Five-year-olds understand that play is play. Likely it’s the hypersensitive, politically correct adults who get freaked out.
And now there’s a story out about a high school in Chicago that held a shooting drill, similar to the traditional fire drill. One of the differences, however, is that this drill started with two deans firing starter pistols in the hallway.
According to MyFoxChicago.com, the “code red” drill at Cary-Grove High School would require teachers to secure their classrooms, draw shades, and lock the door. Police would then swarm the building.
“The district says the drill is designed to prepare students to deal with a school shooting, and will help familiarize them with the sound of gunfire,” the report said.
“Kids are able to hear it and know what it might sound like so they can react more quickly if a situation like that were to arise,” the principal was reported to have said.
What has some people concerned is not that there would be such a drill, but that there would be the sound of gunfire.

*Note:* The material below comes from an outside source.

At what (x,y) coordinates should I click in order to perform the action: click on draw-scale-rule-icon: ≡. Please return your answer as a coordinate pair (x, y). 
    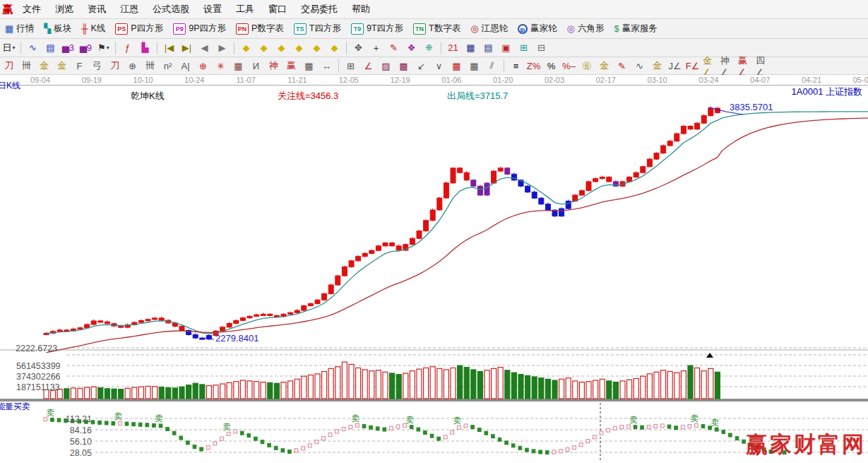
    Looking at the image, I should click on (516, 66).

The drill aims to teach students what real gunshots sound like, as opposed to firecrackers and car backfires. (Yes, there are better ways, like getting the kids to a range and teaching them to shoot, but there’s likely no way a public school would do that.)
Even the talking heads on the local Fox affiliate in Philadelphia are rattled. While one said the drill was a good idea, the rest of the morning show crew were appalled that gunfire — even from blanks — was used. They were in agreement with a response on Twitter that suggested students would need therapy because of the sound of the firearms.

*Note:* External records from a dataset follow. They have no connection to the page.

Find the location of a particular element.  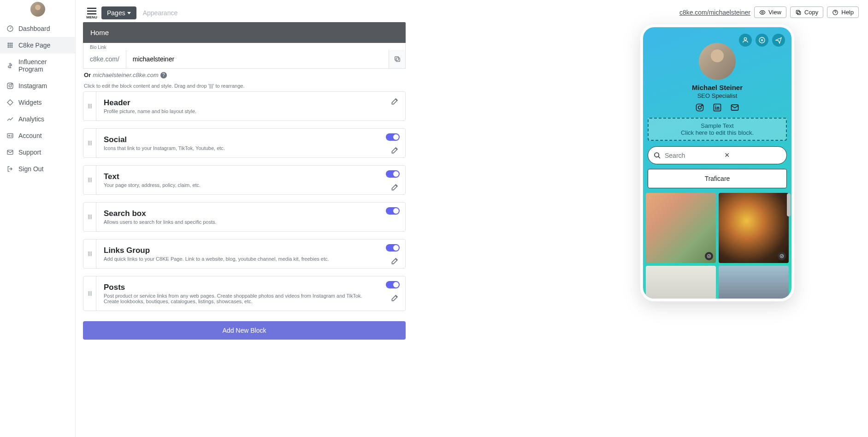

bio-link-input is located at coordinates (257, 59).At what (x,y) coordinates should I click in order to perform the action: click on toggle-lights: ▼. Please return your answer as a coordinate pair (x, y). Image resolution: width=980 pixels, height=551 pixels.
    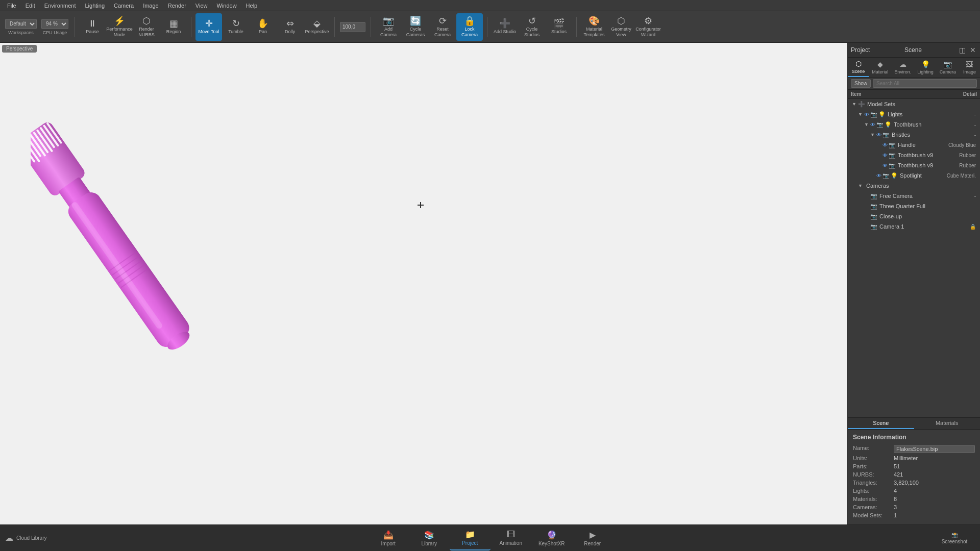
    Looking at the image, I should click on (861, 114).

This, too, is an overreaction based on an unjustified fear of firearms, a fear that’s being fanned by those who want to blame guns for the wrongdoings of some people and by others who want a disarmed populace.
Libertarians, and others who understand the right to self-defense — even against one’s own government — can talk all we want to about the reason for and value of the Second Amendment. We can be as eloquent as humanly possible — as so many columns have been — but rational thought and eloquence don’t always fare well against irrational fears.
Fear sells, especially in a statist society. It sells to the gullible the idea that more government is needed to keep them safe, that freedom kills kids. And the fearful eat it up. We have a lot of work to do to overcome the irrational.